Mushrooms

I do not want to write a pile of shit. I write a pile of shit and then despair that maybe I’ve forgotten how this whole process works, or if I’ve ever known in the first place. I sit down and stare at an empty document because what if it’s as bad as yesterday? What if the next session is bad? The next paragraph? The next sentence? But I know my craft, and I know it means treading ahead. 

I hate what I do.

Mostly because my waking hours are either spent absolutely aching to write, or running away from writing once I get the time to do so. And yet I write– even when I don’t, I give myself the badge. I am a writer. I write novels. I have a blog. I’m working on a poetry anthology. I’m sorry, what was that? No, you can’t see any of it, please fuck off. Please.

My worst nightmare: (besides snakes, becoming an evangelical pastor’s wife, getting into an accident that permanently burns 75% of my body, assault, and being alone in empty houses) to become Kafka without the actual merit or talent of Kafka. To be the gloomy, starry eyed vincent without an attic full of paintings to prove it. To die without seeing my legacy take off, and then, when it comes time for me to haunt my grandchildren, find out that they dumped the almost-completed-not-quite-ready-yet manuscripts into the garbage. My handwriting was always impossible to read, anyway.

Pile of shit– I keep shoveling.

I do some very good work somedays.That would be enough to make up for all the other days, but sometimes I wake up the next morning to read, realizing what I thought was something to show off isn’t good at all. No good at all. Sometimes I write and know in my bones that there’s not a single bit of passion in what I’ve just written. Then there are times that feel like my heart is beating in the open air.

At the time that I write this, the wifi has been off for two days. I’ve been guaranteed that it’s going to extend to three. (At the time of transcribing, the wifi has been back for a few days. I went on to talk about all the amazing reading I was doing… I’m embarrassed to say that after modern life resumed, it only took me two hours to return to my usual social media binges)

I’ve just finished the second chapter of my book. Hate, hate hate. How is it I always begin to loathe novel at the 10,000 word mark? It’s like clockwork, like the seasons changing. But this time I’m determined. Even if when it’s finished I shove it ina  cabinet and abandon it for another (like I always do) I can say I’ve got a manuscript finished. I know how mysterious these practices seem to my family. A childhood friend only read my work THIS YEAR, and I’ve been scribbling thing since age nine. Age nine! And since 9 you would think I would have noticed that the pattern is the same. A brilliant idea- character art, storybuilding, worldcrafting- this can go on for weeks. Pinterest is my methamphetamine. I get a buzz from connecting dots, sketching profiles, concocting playlists. Then, the outline. This feels like work but it’s really just playing in a sandbox, the sandbox first created by the spark. When the outline is deemed “good enough” I agonize over the opening line, until finally I just settle on a placeholder. 

“It’s a first draft,” I’ll say. “What matters is that you put something down on paper.”

Chapter one begins. This takes days. Sometimes it’s as far as I get. The furthest I’ve ever gotten is to chapter twelve. This was in 2011. I was eight years old.

I actually tallied all the fully outlined, fully romanticized projects, for your benefit  and mine. This isn’t a tally of every project started, or every idea I’ve had, but every piece that I still count as “pending,” projects that I’ve unravelled into notebooks, beat into word docs, and laid aside waiting until “the right time.”

Nineteen projects. Five screenplays, two graphic novels, twelve novels. 19 in total.

It’s got to be absolutely maddening to be my parent.

Sometimes this writer energy feels like a role that’s been inherited, though I came from a pretty blue color lineage for as long back as we’ve been able to track on either side of my family. As I write this I’m reminded of yet another project I have stewing, a book about reincarnation. Make that twenty projects.

Pausing from writing, I see a small mushroom taking root in the unforgiving potting soil that I’ve been attempting to propagate succulents in. It’s twice the size of what it was this morning. This is real life– I try to grow succulents, I get a mushroom instead.Sometimes there’s no better analogy than real life.

God, I hope I’ll at least grow a few mushrooms out of these efforts.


§ **Problem description**
Wherever the word "series" occurs in the listing, copy the whole line.

§ **Dataset records**
● ● ● ● ● ● ●
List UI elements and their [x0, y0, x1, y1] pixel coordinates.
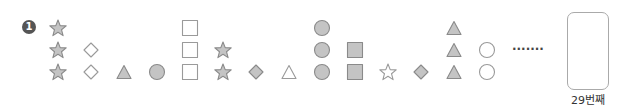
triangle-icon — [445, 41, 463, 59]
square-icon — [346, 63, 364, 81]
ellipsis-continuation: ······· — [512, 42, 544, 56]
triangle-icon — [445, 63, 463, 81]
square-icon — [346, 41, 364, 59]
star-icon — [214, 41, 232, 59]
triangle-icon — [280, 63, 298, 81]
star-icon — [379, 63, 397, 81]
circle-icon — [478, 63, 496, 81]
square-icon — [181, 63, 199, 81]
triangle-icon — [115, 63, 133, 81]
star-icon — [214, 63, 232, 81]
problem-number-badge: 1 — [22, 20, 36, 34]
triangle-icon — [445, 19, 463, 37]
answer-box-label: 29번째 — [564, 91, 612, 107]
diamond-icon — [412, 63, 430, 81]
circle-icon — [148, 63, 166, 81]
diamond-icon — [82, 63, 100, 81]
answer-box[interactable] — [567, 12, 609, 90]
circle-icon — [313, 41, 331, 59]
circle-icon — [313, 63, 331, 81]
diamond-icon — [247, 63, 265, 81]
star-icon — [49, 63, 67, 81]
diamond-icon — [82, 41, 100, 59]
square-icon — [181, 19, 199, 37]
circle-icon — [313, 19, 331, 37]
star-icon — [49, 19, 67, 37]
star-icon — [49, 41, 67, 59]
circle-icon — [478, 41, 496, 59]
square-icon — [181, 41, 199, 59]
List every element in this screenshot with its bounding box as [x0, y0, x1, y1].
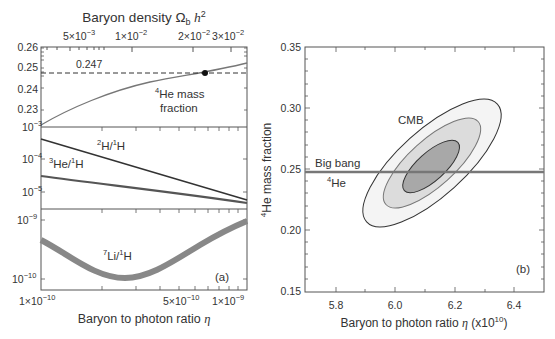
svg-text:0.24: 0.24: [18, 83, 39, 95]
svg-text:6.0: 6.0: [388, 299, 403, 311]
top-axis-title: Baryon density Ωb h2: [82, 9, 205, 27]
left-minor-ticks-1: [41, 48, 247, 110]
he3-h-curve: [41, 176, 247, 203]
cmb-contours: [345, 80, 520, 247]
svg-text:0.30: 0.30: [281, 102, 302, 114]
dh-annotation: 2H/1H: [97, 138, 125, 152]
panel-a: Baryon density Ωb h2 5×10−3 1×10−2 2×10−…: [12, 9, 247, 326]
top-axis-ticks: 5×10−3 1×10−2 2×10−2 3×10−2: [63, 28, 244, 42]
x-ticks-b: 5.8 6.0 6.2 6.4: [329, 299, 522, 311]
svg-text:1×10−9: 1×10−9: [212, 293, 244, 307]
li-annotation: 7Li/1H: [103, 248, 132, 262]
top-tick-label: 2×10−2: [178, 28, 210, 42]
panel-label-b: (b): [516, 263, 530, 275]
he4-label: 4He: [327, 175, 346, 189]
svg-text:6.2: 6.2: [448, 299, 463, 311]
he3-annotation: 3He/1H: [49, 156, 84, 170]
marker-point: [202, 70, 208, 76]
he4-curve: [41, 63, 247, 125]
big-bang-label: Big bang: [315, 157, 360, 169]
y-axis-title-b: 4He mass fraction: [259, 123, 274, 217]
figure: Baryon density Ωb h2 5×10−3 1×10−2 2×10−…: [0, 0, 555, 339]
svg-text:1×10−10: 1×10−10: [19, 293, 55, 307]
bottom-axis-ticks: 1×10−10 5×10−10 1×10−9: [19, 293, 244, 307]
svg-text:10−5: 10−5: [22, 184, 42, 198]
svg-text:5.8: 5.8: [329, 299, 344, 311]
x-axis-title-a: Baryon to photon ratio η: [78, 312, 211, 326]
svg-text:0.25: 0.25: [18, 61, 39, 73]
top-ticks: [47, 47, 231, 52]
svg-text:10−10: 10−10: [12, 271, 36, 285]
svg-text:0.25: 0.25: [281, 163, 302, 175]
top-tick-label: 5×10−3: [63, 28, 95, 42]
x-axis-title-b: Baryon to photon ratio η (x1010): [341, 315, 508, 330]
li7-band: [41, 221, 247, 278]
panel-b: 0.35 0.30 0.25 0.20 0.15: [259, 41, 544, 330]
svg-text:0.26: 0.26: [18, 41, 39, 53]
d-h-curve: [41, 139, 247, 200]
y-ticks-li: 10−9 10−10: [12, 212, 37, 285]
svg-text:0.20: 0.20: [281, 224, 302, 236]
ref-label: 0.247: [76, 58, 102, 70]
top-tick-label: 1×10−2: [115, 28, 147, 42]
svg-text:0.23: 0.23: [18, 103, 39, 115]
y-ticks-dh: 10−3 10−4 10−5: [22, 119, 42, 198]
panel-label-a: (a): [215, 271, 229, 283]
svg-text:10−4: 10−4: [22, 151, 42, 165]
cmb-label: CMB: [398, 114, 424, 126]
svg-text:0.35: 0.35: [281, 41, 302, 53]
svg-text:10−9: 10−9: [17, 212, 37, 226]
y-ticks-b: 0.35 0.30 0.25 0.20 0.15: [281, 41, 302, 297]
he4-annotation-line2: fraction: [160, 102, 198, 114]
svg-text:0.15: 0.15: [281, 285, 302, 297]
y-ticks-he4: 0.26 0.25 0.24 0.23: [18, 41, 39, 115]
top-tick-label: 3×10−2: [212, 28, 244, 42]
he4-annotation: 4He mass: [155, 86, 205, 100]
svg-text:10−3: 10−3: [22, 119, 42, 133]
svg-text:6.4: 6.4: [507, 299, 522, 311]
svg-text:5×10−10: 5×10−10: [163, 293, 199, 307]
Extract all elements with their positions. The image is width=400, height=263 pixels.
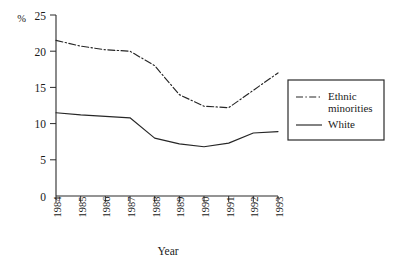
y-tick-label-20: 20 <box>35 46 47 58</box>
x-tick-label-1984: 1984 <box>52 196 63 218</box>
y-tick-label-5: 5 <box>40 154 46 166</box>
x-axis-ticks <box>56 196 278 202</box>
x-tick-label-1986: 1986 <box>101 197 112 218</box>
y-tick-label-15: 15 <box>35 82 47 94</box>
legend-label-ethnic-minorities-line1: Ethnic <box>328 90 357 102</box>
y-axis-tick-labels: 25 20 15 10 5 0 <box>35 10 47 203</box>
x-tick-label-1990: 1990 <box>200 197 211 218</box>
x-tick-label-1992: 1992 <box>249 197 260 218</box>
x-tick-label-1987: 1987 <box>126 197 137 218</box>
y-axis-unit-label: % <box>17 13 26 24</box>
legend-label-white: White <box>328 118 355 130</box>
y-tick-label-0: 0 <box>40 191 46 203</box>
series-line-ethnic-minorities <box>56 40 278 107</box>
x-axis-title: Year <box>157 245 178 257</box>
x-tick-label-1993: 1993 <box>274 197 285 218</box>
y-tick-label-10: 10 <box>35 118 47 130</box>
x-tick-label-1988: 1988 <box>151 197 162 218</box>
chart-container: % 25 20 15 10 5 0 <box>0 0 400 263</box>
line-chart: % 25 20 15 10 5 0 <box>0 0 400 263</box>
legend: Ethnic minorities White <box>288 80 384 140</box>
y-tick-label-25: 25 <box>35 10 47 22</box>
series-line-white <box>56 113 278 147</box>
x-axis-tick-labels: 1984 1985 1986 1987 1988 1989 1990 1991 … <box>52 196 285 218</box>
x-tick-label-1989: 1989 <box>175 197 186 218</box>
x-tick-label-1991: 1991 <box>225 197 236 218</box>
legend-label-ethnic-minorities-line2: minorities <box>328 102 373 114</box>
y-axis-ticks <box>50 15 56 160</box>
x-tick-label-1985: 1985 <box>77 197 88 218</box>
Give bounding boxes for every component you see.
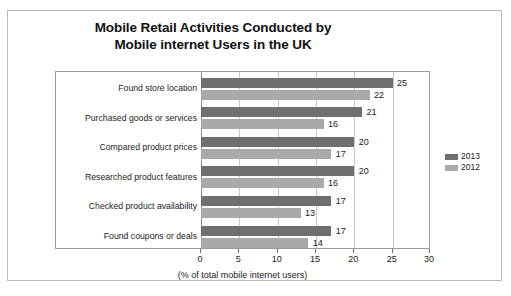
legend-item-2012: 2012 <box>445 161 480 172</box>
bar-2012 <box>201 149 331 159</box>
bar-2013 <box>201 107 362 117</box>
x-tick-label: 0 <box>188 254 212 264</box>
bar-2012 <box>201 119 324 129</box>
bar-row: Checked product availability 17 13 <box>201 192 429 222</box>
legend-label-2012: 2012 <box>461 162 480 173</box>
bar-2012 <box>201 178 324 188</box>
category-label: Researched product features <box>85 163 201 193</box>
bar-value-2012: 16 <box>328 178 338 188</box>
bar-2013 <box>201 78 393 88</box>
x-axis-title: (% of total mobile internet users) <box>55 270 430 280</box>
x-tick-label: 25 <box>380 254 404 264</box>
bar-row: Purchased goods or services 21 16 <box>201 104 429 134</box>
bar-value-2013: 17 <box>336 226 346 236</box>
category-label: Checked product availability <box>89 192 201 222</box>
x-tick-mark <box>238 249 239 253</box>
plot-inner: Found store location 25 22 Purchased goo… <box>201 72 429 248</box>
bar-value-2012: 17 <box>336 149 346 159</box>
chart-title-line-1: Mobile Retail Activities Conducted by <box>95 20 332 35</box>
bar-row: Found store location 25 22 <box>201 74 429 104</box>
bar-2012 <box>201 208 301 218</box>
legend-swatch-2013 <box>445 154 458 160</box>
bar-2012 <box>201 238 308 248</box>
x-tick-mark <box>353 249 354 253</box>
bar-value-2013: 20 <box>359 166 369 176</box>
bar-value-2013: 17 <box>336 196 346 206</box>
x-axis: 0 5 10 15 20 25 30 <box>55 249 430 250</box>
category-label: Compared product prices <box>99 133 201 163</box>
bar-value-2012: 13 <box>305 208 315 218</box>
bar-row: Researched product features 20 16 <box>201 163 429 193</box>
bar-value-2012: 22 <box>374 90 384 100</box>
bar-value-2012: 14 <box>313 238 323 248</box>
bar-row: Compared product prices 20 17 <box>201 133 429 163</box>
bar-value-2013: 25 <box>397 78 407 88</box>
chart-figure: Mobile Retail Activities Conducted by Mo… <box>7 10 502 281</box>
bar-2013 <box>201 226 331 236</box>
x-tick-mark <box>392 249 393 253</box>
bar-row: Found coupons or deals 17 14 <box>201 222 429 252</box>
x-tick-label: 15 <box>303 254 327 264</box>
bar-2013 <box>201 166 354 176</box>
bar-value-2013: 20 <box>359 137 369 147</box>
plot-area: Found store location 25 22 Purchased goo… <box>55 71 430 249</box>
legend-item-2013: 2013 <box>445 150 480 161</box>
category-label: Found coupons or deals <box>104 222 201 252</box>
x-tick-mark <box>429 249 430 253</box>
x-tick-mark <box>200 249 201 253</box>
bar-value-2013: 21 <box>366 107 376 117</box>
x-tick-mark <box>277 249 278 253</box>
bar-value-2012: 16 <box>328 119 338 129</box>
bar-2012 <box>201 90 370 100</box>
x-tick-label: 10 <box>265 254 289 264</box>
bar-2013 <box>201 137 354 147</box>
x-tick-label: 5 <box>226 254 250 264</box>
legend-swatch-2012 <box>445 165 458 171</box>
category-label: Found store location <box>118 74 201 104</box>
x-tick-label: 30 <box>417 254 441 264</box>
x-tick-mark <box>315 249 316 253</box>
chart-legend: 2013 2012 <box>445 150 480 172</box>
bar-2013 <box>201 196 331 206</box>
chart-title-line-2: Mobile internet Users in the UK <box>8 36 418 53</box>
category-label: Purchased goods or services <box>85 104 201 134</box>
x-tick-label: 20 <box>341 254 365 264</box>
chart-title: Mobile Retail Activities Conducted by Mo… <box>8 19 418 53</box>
● ● ● ● ● ● ●
§ **Output of the task**
series-line-ethnic-minorities <box>56 40 278 107</box>
series-line-white <box>56 113 278 147</box>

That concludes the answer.